Introduction how to debug by GDB

Table of contents

What is GDB

What can do by GDB

How to use GDB

What is GDB?

GDB (GNU Debugger) is a powerful open-source debugger commonly used in the field of computer science and software development, especially in the context of programming and debugging.

It is a command-line tool that allows developers to inspect and debug programs written in various programming languages, including C, C++, and even some other languages.

What can do by GDB?

  1. Start Your Program: GDB can start your program, specifying anything that might affect its behavior. This allows you to control the program’s execution from the beginning.

  2. Stop on Specified Conditions: You can set breakpoints in your code to make your program stop at specific conditions or events. Breakpoints can be set at particular line numbers, function names, or even based on variable values.

  3. Examine Program State: While your program is paused at a breakpoint, GDB allows you to examine what has happened. You can inspect the values of variables, explore the call stack with a backtrace, and view the source code surrounding the current point of execution.

  4. Modify Program State: GDB enables you to change things in your program, which is particularly useful for experimenting with bug fixes. You can modify variable values, continue program execution to observe different outcomes, and learn about multiple issues within your code.
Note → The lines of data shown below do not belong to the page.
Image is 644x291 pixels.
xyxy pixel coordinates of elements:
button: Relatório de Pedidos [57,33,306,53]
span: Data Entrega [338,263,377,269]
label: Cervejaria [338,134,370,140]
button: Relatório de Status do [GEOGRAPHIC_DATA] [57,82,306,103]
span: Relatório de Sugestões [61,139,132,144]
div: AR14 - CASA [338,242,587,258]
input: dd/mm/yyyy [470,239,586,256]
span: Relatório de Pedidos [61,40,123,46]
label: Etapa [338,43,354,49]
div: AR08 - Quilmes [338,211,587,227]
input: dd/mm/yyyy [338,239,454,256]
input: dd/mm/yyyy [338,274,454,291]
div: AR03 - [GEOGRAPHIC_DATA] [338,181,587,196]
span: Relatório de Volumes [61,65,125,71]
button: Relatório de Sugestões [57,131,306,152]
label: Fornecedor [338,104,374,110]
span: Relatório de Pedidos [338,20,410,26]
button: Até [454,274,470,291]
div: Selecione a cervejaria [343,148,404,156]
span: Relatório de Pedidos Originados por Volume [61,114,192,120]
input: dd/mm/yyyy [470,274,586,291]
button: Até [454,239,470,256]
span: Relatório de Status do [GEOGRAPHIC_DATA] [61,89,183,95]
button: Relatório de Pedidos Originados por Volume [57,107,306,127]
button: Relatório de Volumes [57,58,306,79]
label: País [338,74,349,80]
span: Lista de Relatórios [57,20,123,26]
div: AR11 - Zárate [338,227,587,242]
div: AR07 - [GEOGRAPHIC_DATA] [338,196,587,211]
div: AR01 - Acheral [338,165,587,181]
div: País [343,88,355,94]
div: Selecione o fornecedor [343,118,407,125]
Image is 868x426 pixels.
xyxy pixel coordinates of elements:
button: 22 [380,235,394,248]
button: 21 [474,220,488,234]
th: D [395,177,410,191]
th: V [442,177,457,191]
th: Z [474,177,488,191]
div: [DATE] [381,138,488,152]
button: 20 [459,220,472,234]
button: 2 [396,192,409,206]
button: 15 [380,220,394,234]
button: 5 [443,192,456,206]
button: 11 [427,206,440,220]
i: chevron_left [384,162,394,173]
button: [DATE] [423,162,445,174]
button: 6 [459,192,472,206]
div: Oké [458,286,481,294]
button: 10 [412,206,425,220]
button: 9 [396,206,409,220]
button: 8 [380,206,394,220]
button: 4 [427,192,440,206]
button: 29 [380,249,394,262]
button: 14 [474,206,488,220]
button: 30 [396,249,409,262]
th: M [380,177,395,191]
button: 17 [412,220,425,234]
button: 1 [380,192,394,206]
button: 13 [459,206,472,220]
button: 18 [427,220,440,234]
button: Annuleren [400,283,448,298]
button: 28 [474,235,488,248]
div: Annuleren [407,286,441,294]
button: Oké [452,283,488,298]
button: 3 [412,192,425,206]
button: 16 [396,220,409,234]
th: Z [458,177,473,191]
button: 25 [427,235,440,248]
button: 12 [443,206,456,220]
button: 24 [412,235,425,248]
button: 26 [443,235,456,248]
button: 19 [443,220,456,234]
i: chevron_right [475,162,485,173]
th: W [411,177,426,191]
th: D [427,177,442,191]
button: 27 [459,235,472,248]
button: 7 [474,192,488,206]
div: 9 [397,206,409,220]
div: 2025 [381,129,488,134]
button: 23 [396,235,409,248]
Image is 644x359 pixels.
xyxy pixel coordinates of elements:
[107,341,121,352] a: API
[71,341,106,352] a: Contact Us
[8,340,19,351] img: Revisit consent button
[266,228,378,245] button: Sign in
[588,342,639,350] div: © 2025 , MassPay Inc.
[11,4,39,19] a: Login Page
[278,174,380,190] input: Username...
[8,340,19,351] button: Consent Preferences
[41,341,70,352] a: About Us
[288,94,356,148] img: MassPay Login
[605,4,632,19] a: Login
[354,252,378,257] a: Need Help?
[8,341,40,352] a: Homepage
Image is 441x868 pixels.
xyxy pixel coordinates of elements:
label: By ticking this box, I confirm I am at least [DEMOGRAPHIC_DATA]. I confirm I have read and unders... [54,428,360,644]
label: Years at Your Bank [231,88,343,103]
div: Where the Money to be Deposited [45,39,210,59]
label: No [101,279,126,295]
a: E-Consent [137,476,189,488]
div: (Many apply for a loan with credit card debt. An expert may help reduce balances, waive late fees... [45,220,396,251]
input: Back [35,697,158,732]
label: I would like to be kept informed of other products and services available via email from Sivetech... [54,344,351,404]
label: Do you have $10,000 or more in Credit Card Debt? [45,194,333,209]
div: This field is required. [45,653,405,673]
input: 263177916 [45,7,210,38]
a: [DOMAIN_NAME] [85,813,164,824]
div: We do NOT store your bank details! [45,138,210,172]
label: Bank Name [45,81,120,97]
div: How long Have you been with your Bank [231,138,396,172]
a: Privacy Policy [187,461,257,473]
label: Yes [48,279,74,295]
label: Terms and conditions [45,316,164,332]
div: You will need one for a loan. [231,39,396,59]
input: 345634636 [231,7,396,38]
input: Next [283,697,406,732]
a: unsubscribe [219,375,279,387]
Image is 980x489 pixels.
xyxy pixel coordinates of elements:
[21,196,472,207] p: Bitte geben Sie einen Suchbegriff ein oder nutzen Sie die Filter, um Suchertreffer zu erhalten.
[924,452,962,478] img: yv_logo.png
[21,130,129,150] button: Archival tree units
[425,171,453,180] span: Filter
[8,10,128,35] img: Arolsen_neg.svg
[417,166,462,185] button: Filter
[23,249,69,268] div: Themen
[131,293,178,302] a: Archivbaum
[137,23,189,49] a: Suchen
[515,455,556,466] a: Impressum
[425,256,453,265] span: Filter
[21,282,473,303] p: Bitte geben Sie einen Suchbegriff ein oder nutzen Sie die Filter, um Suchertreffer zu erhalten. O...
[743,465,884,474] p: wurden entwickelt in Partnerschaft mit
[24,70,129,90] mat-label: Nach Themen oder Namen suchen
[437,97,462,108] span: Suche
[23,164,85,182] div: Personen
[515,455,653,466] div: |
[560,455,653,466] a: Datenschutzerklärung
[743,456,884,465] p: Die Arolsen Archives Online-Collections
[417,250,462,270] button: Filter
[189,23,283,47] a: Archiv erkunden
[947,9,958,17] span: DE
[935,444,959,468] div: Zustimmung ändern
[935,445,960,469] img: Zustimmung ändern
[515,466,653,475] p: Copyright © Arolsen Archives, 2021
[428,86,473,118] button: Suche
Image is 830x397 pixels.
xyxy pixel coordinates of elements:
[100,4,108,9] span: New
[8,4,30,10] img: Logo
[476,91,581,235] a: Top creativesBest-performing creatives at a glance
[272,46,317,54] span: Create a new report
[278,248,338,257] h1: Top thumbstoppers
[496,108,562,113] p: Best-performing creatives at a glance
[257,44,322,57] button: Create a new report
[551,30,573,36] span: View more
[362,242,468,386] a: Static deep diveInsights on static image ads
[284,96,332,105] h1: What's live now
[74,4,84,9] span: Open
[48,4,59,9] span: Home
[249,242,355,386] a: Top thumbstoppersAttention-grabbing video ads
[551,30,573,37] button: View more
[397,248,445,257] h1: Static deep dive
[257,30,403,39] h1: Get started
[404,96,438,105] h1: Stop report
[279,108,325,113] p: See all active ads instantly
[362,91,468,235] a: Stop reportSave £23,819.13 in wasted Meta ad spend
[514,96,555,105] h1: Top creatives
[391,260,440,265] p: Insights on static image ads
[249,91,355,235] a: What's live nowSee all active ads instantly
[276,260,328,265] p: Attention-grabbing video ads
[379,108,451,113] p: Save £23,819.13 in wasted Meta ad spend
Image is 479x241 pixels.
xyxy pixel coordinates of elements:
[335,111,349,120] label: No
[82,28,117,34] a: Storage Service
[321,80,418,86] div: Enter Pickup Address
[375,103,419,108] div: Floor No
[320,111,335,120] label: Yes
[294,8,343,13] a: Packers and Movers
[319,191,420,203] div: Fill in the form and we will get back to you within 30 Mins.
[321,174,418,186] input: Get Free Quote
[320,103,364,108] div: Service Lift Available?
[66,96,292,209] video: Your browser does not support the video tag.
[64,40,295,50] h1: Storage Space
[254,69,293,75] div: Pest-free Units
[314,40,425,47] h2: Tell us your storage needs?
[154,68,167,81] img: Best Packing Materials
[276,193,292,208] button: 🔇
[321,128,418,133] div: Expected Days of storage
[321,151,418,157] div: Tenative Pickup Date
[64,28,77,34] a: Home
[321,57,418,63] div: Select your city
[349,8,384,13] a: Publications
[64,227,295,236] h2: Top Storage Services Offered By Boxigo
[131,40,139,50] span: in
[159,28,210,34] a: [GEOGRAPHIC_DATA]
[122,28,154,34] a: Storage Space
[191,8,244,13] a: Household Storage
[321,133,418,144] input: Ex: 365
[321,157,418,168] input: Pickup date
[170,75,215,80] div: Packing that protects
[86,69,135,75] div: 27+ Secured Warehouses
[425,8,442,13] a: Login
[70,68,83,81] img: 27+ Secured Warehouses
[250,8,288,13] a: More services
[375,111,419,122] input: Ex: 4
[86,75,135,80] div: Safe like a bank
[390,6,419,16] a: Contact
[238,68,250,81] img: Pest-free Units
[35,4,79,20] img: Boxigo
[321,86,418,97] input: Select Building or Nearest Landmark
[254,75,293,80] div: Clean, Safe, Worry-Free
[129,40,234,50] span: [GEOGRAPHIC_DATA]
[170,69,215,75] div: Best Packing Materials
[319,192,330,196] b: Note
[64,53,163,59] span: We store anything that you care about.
These features make GDB an essential tool for understanding and debugging programs, whether they are executing on the same machine as GDB (native), on another machine (remote), or on a simulator. GDB is compatible with most popular UNIX and Microsoft Windows variants, as well as macOS.

How to use GDB?

  1. Install GDB:
    1. [Linux]: Debian-based systems like Ubuntu:sudo apt-get install gdb

      Red Hat-based systems like Fedora: sudo dnf install gdb

    2. [macOS]: If you do not download brew, you need to install:

      /bin/bash -c "$(curl -fsSL https://raw.githubusercontent.com/Homebrew/install/HEAD/install.sh)"

      brew install gdb

  2. Compile Your Program: Before you can debug a program with GDB, you need to compile it with debugging symbols enabled. This ensures that GDB can associate source code lines with machine code instructions.

    gcc -g -o <<program>> <<program.c>>

  3. Start GDB: gdb program and you will see:

     GNU gdb (Ubuntu 12.1-0ubuntu1~22.04) 12.1
     Copyright (C) 2022 Free Software Foundation, Inc.
     License GPLv3+: GNU GPL version 3 or later <http://gnu.org/licenses/gpl.html>
     This is free software: you are free to change and redistribute it.
     There is NO WARRANTY, to the extent permitted by law.
     Type "show copying" and "show warranty" for details.
     This GDB was configured as "x86_64-linux-gnu".
     Type "show configuration" for configuration details.
     For bug reporting instructions, please see:
     --Type <RET> for more, q to quit, c to continue without paging--
    

    and you can type q to quit and c to continue.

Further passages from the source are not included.